The Under Graham Railroad Box Car Set by James McBride, 2017
The magic trick:
Inventive premise that plays fast and loose with history’s facts
It’s all there in the title. Funny, clever, intriguing, and ultimately a feeling of “Wait, what does that even mean?”
This is far from a perfect story – it’s loose and slightly meandering. But damn if it isn’t incredibly enjoyable.
I think it’s just the inventiveness of everything here. The characters are big and vivid. The plot keeps you turning the pages. And the entire premise is incredibly creative and intriguing, especially with the way it plays with history that is both accurate and completely made up.
And that’s quite a trick on McBride’s part.
The selection:
The train then vanished from history, never to be seen again.

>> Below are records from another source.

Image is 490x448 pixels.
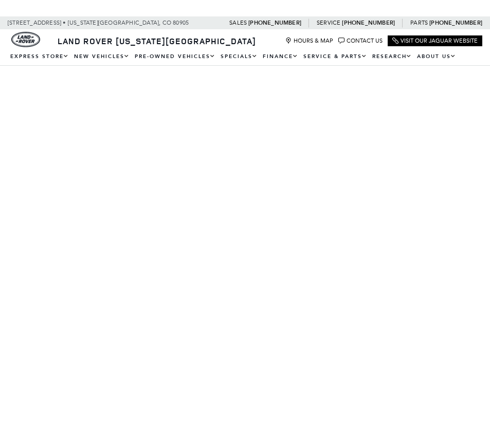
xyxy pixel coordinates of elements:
span: Parts [410,17,430,30]
a: Visit Our Jaguar Website [392,37,478,45]
a: Pre-Owned Vehicles [132,47,218,66]
a: [PHONE_NUMBER] [430,19,483,27]
a: Hours & Map [285,37,333,45]
span: [US_STATE][GEOGRAPHIC_DATA], [68,17,161,30]
a: Land Rover [US_STATE][GEOGRAPHIC_DATA] [51,35,262,46]
a: Contact Us [338,37,382,45]
a: Service & Parts [300,47,370,66]
span: Land Rover [US_STATE][GEOGRAPHIC_DATA] [58,35,256,46]
a: EXPRESS STORE [7,47,72,66]
a: land-rover [11,32,40,47]
a: Finance [260,47,300,66]
a: About Us [415,47,458,66]
img: Land Rover [11,32,40,47]
a: [PHONE_NUMBER] [248,19,301,27]
a: [STREET_ADDRESS] • [US_STATE][GEOGRAPHIC_DATA], CO 80905 [7,20,189,26]
span: Sales [230,17,248,30]
span: Service [317,17,342,30]
a: [PHONE_NUMBER] [342,19,395,27]
span: CO [163,17,171,30]
a: New Vehicles [72,47,132,66]
span: [STREET_ADDRESS] • [7,17,66,30]
span: 80905 [173,17,189,30]
a: Specials [218,47,260,66]
a: Research [370,47,415,66]
nav: Main Navigation [7,47,483,66]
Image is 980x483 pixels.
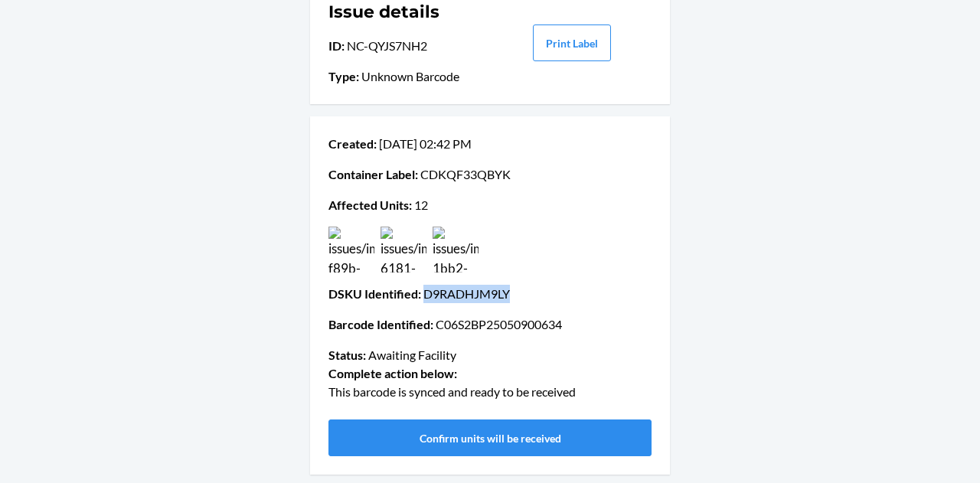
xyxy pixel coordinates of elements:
[380,227,426,273] img: issues/images/af498113-6181-4aa3-b0ea-f2d39404b7a3.jpg
[329,136,377,151] span: Created :
[329,285,651,303] p: D9RADHJM9LY
[329,316,651,333] p: C06S2BP25050900634
[329,366,458,380] span: Complete action below :
[329,383,651,401] p: This barcode is synced and ready to be received
[329,165,651,184] p: CDKQF33QBYK
[329,198,412,212] span: Affected Units :
[329,346,651,365] p: Awaiting Facility
[329,38,344,53] span: ID :
[329,419,651,457] button: Confirm units will be received
[329,286,422,301] span: DSKU Identified :
[329,167,419,182] span: Container Label :
[533,24,611,62] button: Print Label
[432,227,478,273] img: issues/images/54de1903-1bb2-46b6-8fbe-fa216e1c911d.jpg
[329,67,489,86] p: Unknown Barcode
[329,135,651,154] p: [DATE] 02:42 PM
[329,196,651,214] p: 12
[329,68,359,83] span: Type :
[329,317,433,331] span: Barcode Identified :
[329,348,366,362] span: Status :
[329,37,489,55] p: NC-QYJS7NH2
[329,227,375,273] img: issues/images/dc8e5f6a-f89b-46a2-8db7-6b370396ba9e.jpg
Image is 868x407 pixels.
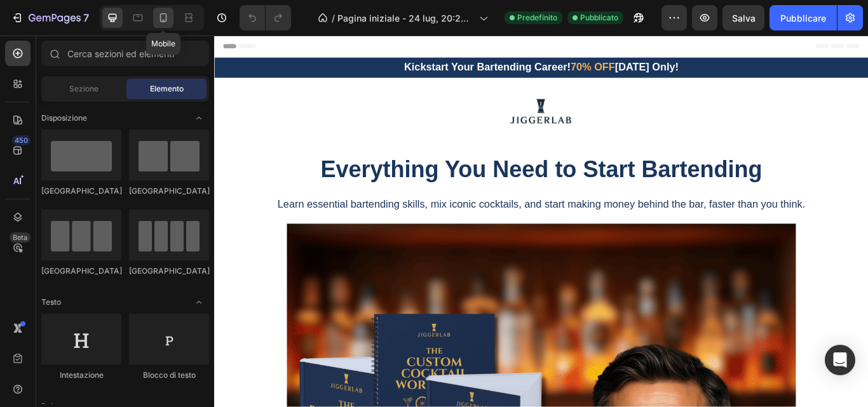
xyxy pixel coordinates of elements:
[129,266,209,276] font: [GEOGRAPHIC_DATA]
[214,36,868,407] iframe: Area di progettazione
[150,84,184,94] font: Elemento
[189,292,209,313] span: Apri e chiudi
[41,266,122,276] font: [GEOGRAPHIC_DATA]
[83,12,89,24] font: 7
[189,108,209,128] span: Apri e chiudi
[337,50,426,138] img: gempages_576887842911814240-37adf19d-d578-45ce-941c-8053aca0a658.png
[12,233,28,242] font: Beta
[70,84,99,94] font: Sezione
[14,136,28,145] font: 450
[825,345,856,376] div: Apri Intercom Messenger
[5,5,94,30] button: 7
[12,186,751,208] p: Learn essential bartending skills, mix iconic cocktails, and start making money behind the bar, f...
[338,12,473,37] font: Pagina iniziale - 24 lug, 20:28:10
[41,186,122,196] font: [GEOGRAPHIC_DATA]
[129,186,209,196] font: [GEOGRAPHIC_DATA]
[41,297,61,306] font: Testo
[41,113,87,123] font: Disposizione
[518,12,557,22] font: Predefinito
[781,12,826,23] font: Pubblicare
[20,138,743,176] h2: Everything You Need to Start Bartending
[240,5,291,30] div: Annulla/Ripristina
[143,370,196,379] font: Blocco di testo
[332,12,335,23] font: /
[733,12,756,23] font: Salva
[60,370,103,379] font: Intestazione
[770,5,837,30] button: Pubblicare
[580,12,618,22] font: Pubblicato
[41,41,209,66] input: Cerca sezioni ed elementi
[723,5,765,30] button: Salva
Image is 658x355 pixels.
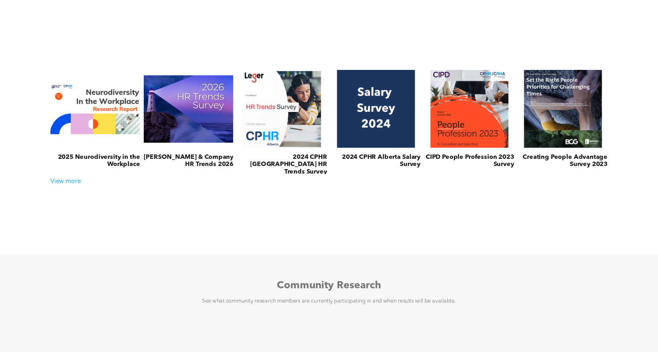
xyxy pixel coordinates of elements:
h3: CIPD People Profession 2023 Survey [424,154,514,168]
h3: 2024 CPHR [GEOGRAPHIC_DATA] HR Trends Survey [237,154,327,176]
div: View more [46,178,612,186]
span: See what community research members are currently participating in and when results will be avail... [202,299,456,304]
h3: Creating People Advantage Survey 2023 [518,154,608,168]
span: Community Research [277,280,381,290]
h3: 2024 CPHR Alberta Salary Survey [331,154,421,168]
h3: [PERSON_NAME] & Company HR Trends 2026 [144,154,233,168]
h3: 2025 Neurodiversity in the Workplace [50,154,140,168]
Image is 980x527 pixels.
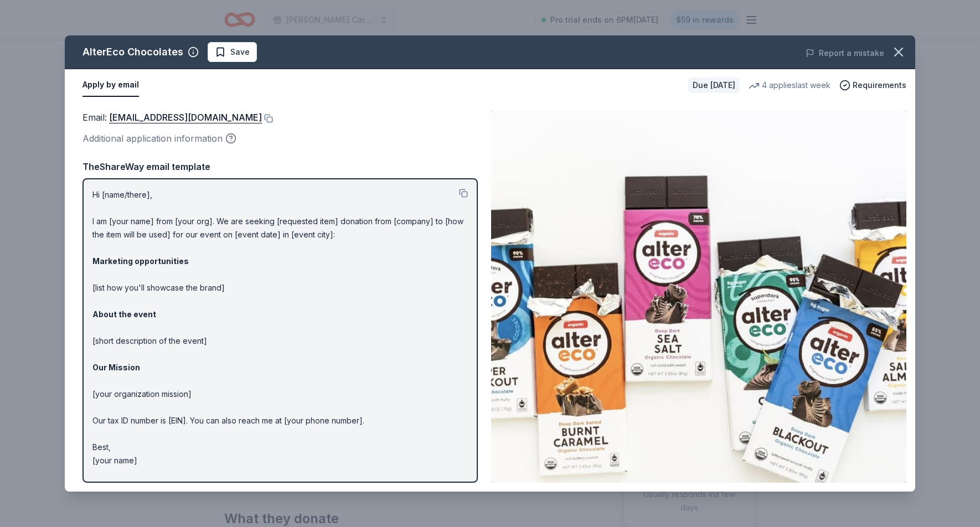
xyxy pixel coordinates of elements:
[491,110,906,483] img: Image for AlterEco Chocolates
[93,256,189,265] strong: Marketing opportunities
[82,74,139,97] button: Apply by email
[82,131,477,145] div: Additional application information
[230,46,250,59] span: Save
[93,309,156,319] strong: About the event
[109,110,262,124] a: [EMAIL_ADDRESS][DOMAIN_NAME]
[688,77,739,93] div: Due [DATE]
[852,79,906,92] span: Requirements
[93,188,468,467] p: Hi [name/there], I am [your name] from [your org]. We are seeking [requested item] donation from ...
[805,46,884,60] button: Report a mistake
[82,112,262,123] span: Email :
[93,362,140,372] strong: Our Mission
[82,159,477,174] div: TheShareWay email template
[82,44,183,61] div: AlterEco Chocolates
[839,79,906,92] button: Requirements
[748,79,830,92] div: 4 applies last week
[208,42,257,62] button: Save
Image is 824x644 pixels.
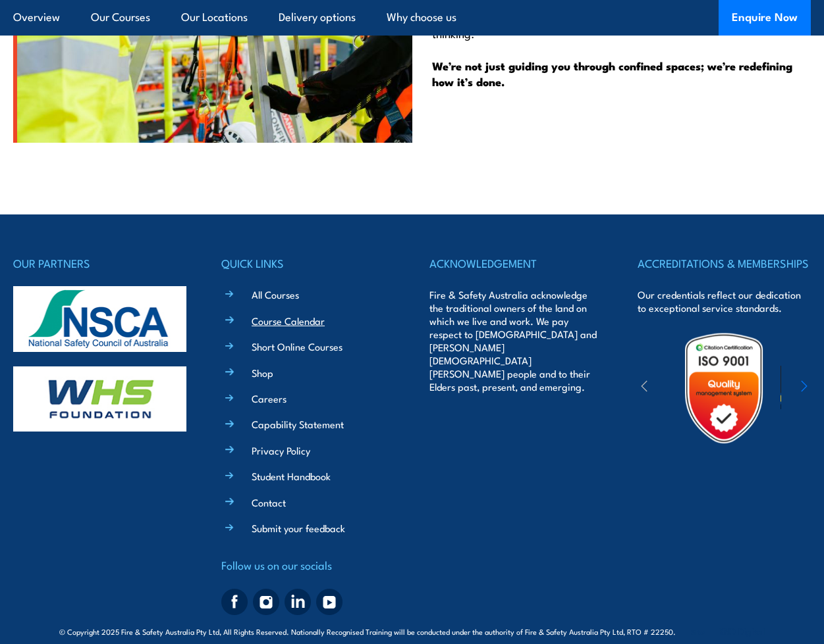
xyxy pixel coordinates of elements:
[252,443,310,457] a: Privacy Policy
[430,254,603,272] h4: ACKNOWLEDGEMENT
[637,254,811,272] h4: ACCREDITATIONS & MEMBERSHIPS
[252,314,325,328] a: Course Calendar
[432,57,792,90] strong: We’re not just guiding you through confined spaces; we’re redefining how it’s done.
[252,365,273,379] a: Shop
[252,392,286,406] a: Careers
[637,288,811,315] p: Our credentials reflect our dedication to exceptional service standards.
[430,288,603,393] p: Fire & Safety Australia acknowledge the traditional owners of the land on which we live and work....
[13,286,186,351] img: nsca-logo-footer
[252,469,330,483] a: Student Handbook
[252,339,343,353] a: Short Online Courses
[252,496,286,510] a: Contact
[221,556,394,574] h4: Follow us on our socials
[59,625,764,637] span: © Copyright 2025 Fire & Safety Australia Pty Ltd, All Rights Reserved. Nationally Recognised Trai...
[252,288,299,302] a: All Courses
[667,332,781,445] img: Untitled design (19)
[252,417,344,431] a: Capability Statement
[13,366,186,432] img: whs-logo-footer
[718,624,764,637] a: KND Digital
[252,521,345,535] a: Submit your feedback
[690,627,764,637] span: Site:
[221,254,394,272] h4: QUICK LINKS
[13,254,186,272] h4: OUR PARTNERS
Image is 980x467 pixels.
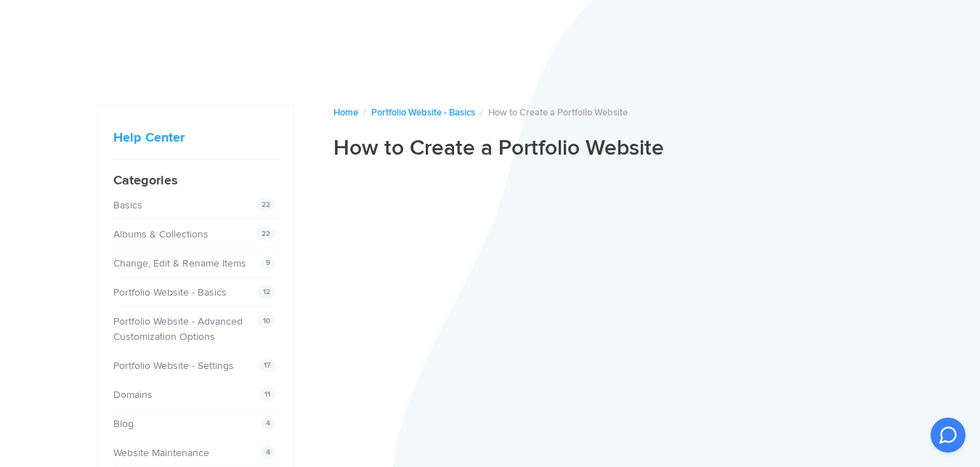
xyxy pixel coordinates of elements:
[258,313,275,328] span: 10
[113,315,243,343] a: Portfolio Website - Advanced Customization Options
[261,445,275,460] span: 4
[113,417,133,430] a: Blog
[363,106,366,119] span: /
[488,106,627,119] span: How to Create a Portfolio Website
[333,106,358,119] a: Home
[333,174,882,459] iframe: 43 How To Create a Portfolio Website
[480,106,483,119] span: /
[113,359,234,372] a: Portfolio Website - Settings
[258,358,275,372] span: 17
[261,416,275,430] span: 4
[259,387,275,401] span: 11
[113,286,227,298] a: Portfolio Website - Basics
[333,134,882,162] h1: How to Create a Portfolio Website
[113,388,153,400] a: Domains
[113,447,209,459] a: Website Maintenance
[258,284,275,299] span: 12
[371,106,475,119] a: Portfolio Website - Basics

Stories of its existence popped up from time to time. A French toymaker in 1923 claimed he’d procured it, but it turned out to be a fraud. In 1945, a Negro seamstress from Baltimore swore her grandmother had it and produced a picture, but that, too, turned out to be a fake. There had not been one credible sighting of the Under Graham Railroad Box Car Set in over 130 years.
That is, until that balmy afternoon in 1992 when I sat in my office and found myself starting at an old photograph in the weather-beaten portfolio of the Reverend Spurgeon T. Hart.